A training programme has equipped the next generation of European scientists to work at one of the largest ground-based astronomy project of the next decade — the Atacama Large Millimetre/submillimetre Array (ALMA). Opened in 2013, ALMA will produce groundbreaking work in astrophysics in the coming years.

Based at an altitude of 5 000 m in a Chilean plateau, ALMA is an international collaboration between Europe, East Asia and North America in cooperation with the Republic of Chile. It is one of the largest astronomical project of the next decade, with an array of 66 antennas spread over an area 16 km in diameter.

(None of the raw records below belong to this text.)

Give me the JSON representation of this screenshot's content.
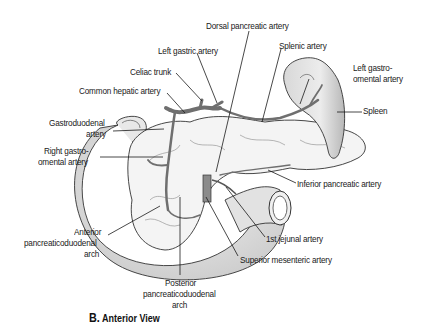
{
  "figure": {
    "caption_letter": "B.",
    "caption_text": "Anterior View",
    "colors": {
      "ink": "#1a1a1a",
      "organ_fill": "#e4e4e4",
      "organ_shade": "#c8c8c8",
      "vessel": "#8a8a8a",
      "background": "#ffffff"
    }
  },
  "labels": {
    "dorsal_pancreatic": "Dorsal pancreatic artery",
    "left_gastric": "Left gastric artery",
    "splenic": "Splenic artery",
    "celiac_trunk": "Celiac trunk",
    "common_hepatic": "Common hepatic artery",
    "left_gastroomental_1": "Left gastro-",
    "left_gastroomental_2": "omental artery",
    "spleen": "Spleen",
    "gastroduodenal_1": "Gastroduodenal",
    "gastroduodenal_2": "artery",
    "right_gastroomental_1": "Right gastro-",
    "right_gastroomental_2": "omental artery",
    "inferior_pancreatic": "Inferior pancreatic artery",
    "anterior_pd_1": "Anterior",
    "anterior_pd_2": "pancreaticoduodenal",
    "anterior_pd_3": "arch",
    "first_jejunal": "1st jejunal artery",
    "superior_mesenteric": "Superior mesenteric artery",
    "posterior_pd_1": "Posterior",
    "posterior_pd_2": "pancreaticoduodenal",
    "posterior_pd_3": "arch"
  }
}
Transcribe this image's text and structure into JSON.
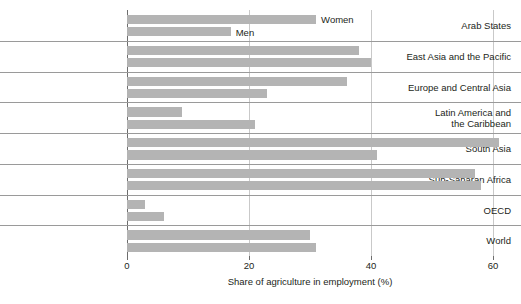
{
  "chart_data": {
    "type": "bar",
    "orientation": "horizontal",
    "title": "",
    "xlabel": "Share of agriculture in employment (%)",
    "ylabel": "",
    "xlim": [
      0,
      60
    ],
    "xticks": [
      0,
      20,
      40,
      60
    ],
    "xtick_labels": [
      "0",
      "20",
      "40",
      "60"
    ],
    "grid": true,
    "legend_position": "inline-first-row",
    "categories": [
      "Arab States",
      "East Asia and the Pacific",
      "Europe and Central Asia",
      "Latin America and\nthe Caribbean",
      "South Asia",
      "Sub-Saharan Africa",
      "OECD",
      "World"
    ],
    "series": [
      {
        "name": "Women",
        "values": [
          31,
          38,
          36,
          9,
          61,
          57,
          3,
          30
        ]
      },
      {
        "name": "Men",
        "values": [
          17,
          40,
          23,
          21,
          41,
          58,
          6,
          31
        ]
      }
    ],
    "bar_color": "#b4b4b4",
    "gridline_color": "#c9c9c9",
    "axis_color": "#6d6d6d"
  },
  "rows": [
    {
      "label_lines": [
        "Arab States"
      ],
      "bars": [
        {
          "series": "Women",
          "value": 31,
          "tag": "Women"
        },
        {
          "series": "Men",
          "value": 17,
          "tag": "Men"
        }
      ]
    },
    {
      "label_lines": [
        "East Asia and the Pacific"
      ],
      "bars": [
        {
          "series": "Women",
          "value": 38,
          "tag": ""
        },
        {
          "series": "Men",
          "value": 40,
          "tag": ""
        }
      ]
    },
    {
      "label_lines": [
        "Europe and Central Asia"
      ],
      "bars": [
        {
          "series": "Women",
          "value": 36,
          "tag": ""
        },
        {
          "series": "Men",
          "value": 23,
          "tag": ""
        }
      ]
    },
    {
      "label_lines": [
        "Latin America and",
        "the Caribbean"
      ],
      "bars": [
        {
          "series": "Women",
          "value": 9,
          "tag": ""
        },
        {
          "series": "Men",
          "value": 21,
          "tag": ""
        }
      ]
    },
    {
      "label_lines": [
        "South Asia"
      ],
      "bars": [
        {
          "series": "Women",
          "value": 61,
          "tag": ""
        },
        {
          "series": "Men",
          "value": 41,
          "tag": ""
        }
      ]
    },
    {
      "label_lines": [
        "Sub-Saharan Africa"
      ],
      "bars": [
        {
          "series": "Women",
          "value": 57,
          "tag": ""
        },
        {
          "series": "Men",
          "value": 58,
          "tag": ""
        }
      ]
    },
    {
      "label_lines": [
        "OECD"
      ],
      "bars": [
        {
          "series": "Women",
          "value": 3,
          "tag": ""
        },
        {
          "series": "Men",
          "value": 6,
          "tag": ""
        }
      ]
    },
    {
      "label_lines": [
        "World"
      ],
      "bars": [
        {
          "series": "Women",
          "value": 30,
          "tag": ""
        },
        {
          "series": "Men",
          "value": 31,
          "tag": ""
        }
      ]
    }
  ],
  "axis": {
    "ticks": [
      {
        "value": 0,
        "label": "0"
      },
      {
        "value": 20,
        "label": "20"
      },
      {
        "value": 40,
        "label": "40"
      },
      {
        "value": 60,
        "label": "60"
      }
    ],
    "title": "Share of agriculture in employment (%)"
  }
}
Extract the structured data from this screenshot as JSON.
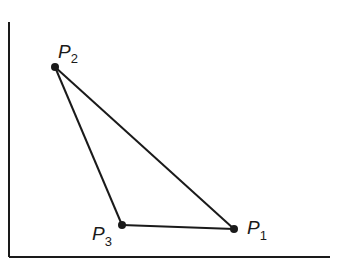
{
  "diagram": {
    "type": "triangle-in-axes",
    "colors": {
      "ink": "#1a1a1a",
      "background": "#ffffff"
    },
    "axes": {
      "origin": [
        9,
        257
      ],
      "y_axis_top": [
        9,
        22
      ],
      "x_axis_right": [
        330,
        257
      ]
    },
    "points": [
      {
        "id": "P1",
        "label": "P",
        "subscript": "1",
        "x": 234,
        "y": 229
      },
      {
        "id": "P2",
        "label": "P",
        "subscript": "2",
        "x": 55,
        "y": 67
      },
      {
        "id": "P3",
        "label": "P",
        "subscript": "3",
        "x": 122,
        "y": 225
      }
    ],
    "edges": [
      [
        "P1",
        "P2"
      ],
      [
        "P2",
        "P3"
      ],
      [
        "P3",
        "P1"
      ]
    ]
  }
}
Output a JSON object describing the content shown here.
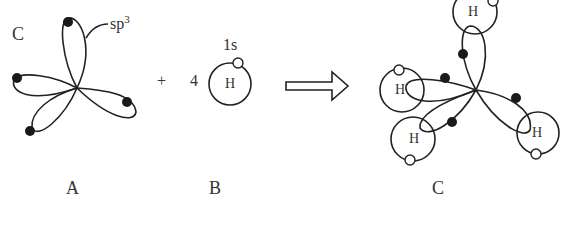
{
  "diagram": {
    "panel_a": {
      "caption": "A",
      "atom_label": "C",
      "orbital_label": "sp",
      "orbital_superscript": "3",
      "lobes": 4,
      "electron_color": "#1a1a1a"
    },
    "operator_plus": "+",
    "panel_b": {
      "caption": "B",
      "coefficient": "4",
      "atom_label": "H",
      "orbital_label": "1s",
      "electron_color": "#ffffff"
    },
    "arrow": "reaction-arrow",
    "panel_c": {
      "caption": "C",
      "hydrogen_labels": [
        "H",
        "H",
        "H",
        "H"
      ]
    },
    "colors": {
      "line": "#222222",
      "background": "#ffffff"
    }
  }
}
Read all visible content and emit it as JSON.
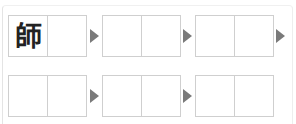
{
  "exercise": {
    "rows": [
      {
        "boxes": [
          {
            "cells": [
              "師",
              ""
            ]
          },
          {
            "cells": [
              "",
              ""
            ]
          },
          {
            "cells": [
              "",
              ""
            ]
          }
        ],
        "arrows_after": [
          true,
          true,
          true
        ]
      },
      {
        "boxes": [
          {
            "cells": [
              "",
              ""
            ]
          },
          {
            "cells": [
              "",
              ""
            ]
          },
          {
            "cells": [
              "",
              ""
            ]
          }
        ],
        "arrows_after": [
          true,
          true,
          false
        ]
      }
    ]
  },
  "colors": {
    "box_border": "#cfcfcf",
    "arrow": "#7a7a7a",
    "text": "#222222"
  }
}
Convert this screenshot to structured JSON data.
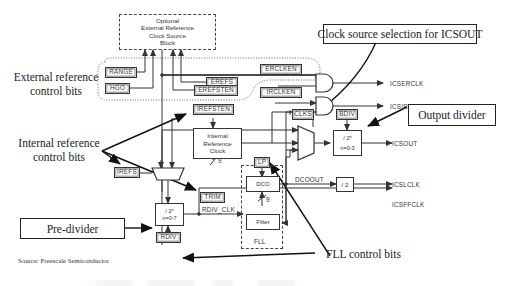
{
  "diagram": {
    "source": "Source: Freescale Semiconductor",
    "caption_truncated": ""
  },
  "blocks": {
    "optional_ext_ref": {
      "line1": "Optional",
      "line2": "External Reference",
      "line3": "Clock Source",
      "line4": "Block"
    },
    "internal_ref_clock": {
      "line1": "Internal",
      "line2": "Reference",
      "line3": "Clock"
    },
    "pre_divider_block": {
      "line1": "/ 2ⁿ",
      "line2": "n=0-7"
    },
    "output_divider_block": {
      "line1": "/ 2ⁿ",
      "line2": "n=0-3"
    },
    "div2_block": {
      "label": "/ 2"
    },
    "dco": {
      "label": "DCO"
    },
    "filter": {
      "label": "Filter"
    },
    "fll_label": "FLL"
  },
  "control_bits": {
    "range": "RANGE",
    "hgo": "HGO",
    "erefs": "EREFS",
    "erefsten": "EREFSTEN",
    "erclken": "ERCLKEN",
    "irclken": "IRCLKEN",
    "irefsten": "IREFSTEN",
    "irefs": "IREFS",
    "trim": "TRIM",
    "rdiv": "RDIV",
    "clks": "CLKS",
    "bdiv": "BDIV",
    "lp": "LP"
  },
  "signals": {
    "icserclk": "ICSERCLK",
    "icsirclk": "ICSIRCLK",
    "icsout": "ICSOUT",
    "icslclk": "ICSLCLK",
    "icsffclk": "ICSFFCLK",
    "dcoout": "DCOOUT",
    "rdiv_clk": "RDIV_CLK",
    "trim_width": "9",
    "filter_width": "9"
  },
  "callouts": {
    "external_ref_line1": "External reference",
    "external_ref_line2": "control bits",
    "internal_ref_line1": "Internal reference",
    "internal_ref_line2": "control bits",
    "clock_source_selection": "Clock source selection for ICSOUT",
    "output_divider": "Output divider",
    "pre_divider": "Pre-divider",
    "fll_control_bits": "FLL control bits"
  },
  "colors": {
    "line": "#333333",
    "callout_text": "#222222",
    "background": "#ffffff"
  }
}
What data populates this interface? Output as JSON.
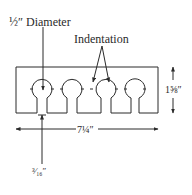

An EU-funded fellowship project, the 'ESO fellowship programme for ALMA' (ESO-FEL-ALMA08), has enabled early-career researchers to gain experience and expertise working with the ALMA facilities. In total, 39 researchers from 16 countries benefited from the programme between 2009 and 2013, hosted by the European Southern Observatory (ESO). They participated in international scientific events and published on average 10 publications each. All of the young researchers who completed the programme have secured positions in national astronomical institutes and universities. ESO is the pre-eminent intergovernmental science and technology organisation in astronomy, supported by 14 European countries. The fellowship project has ensured that its human resources in the field of radio astronomy are as adapted and developed as its revolutionary new technologies.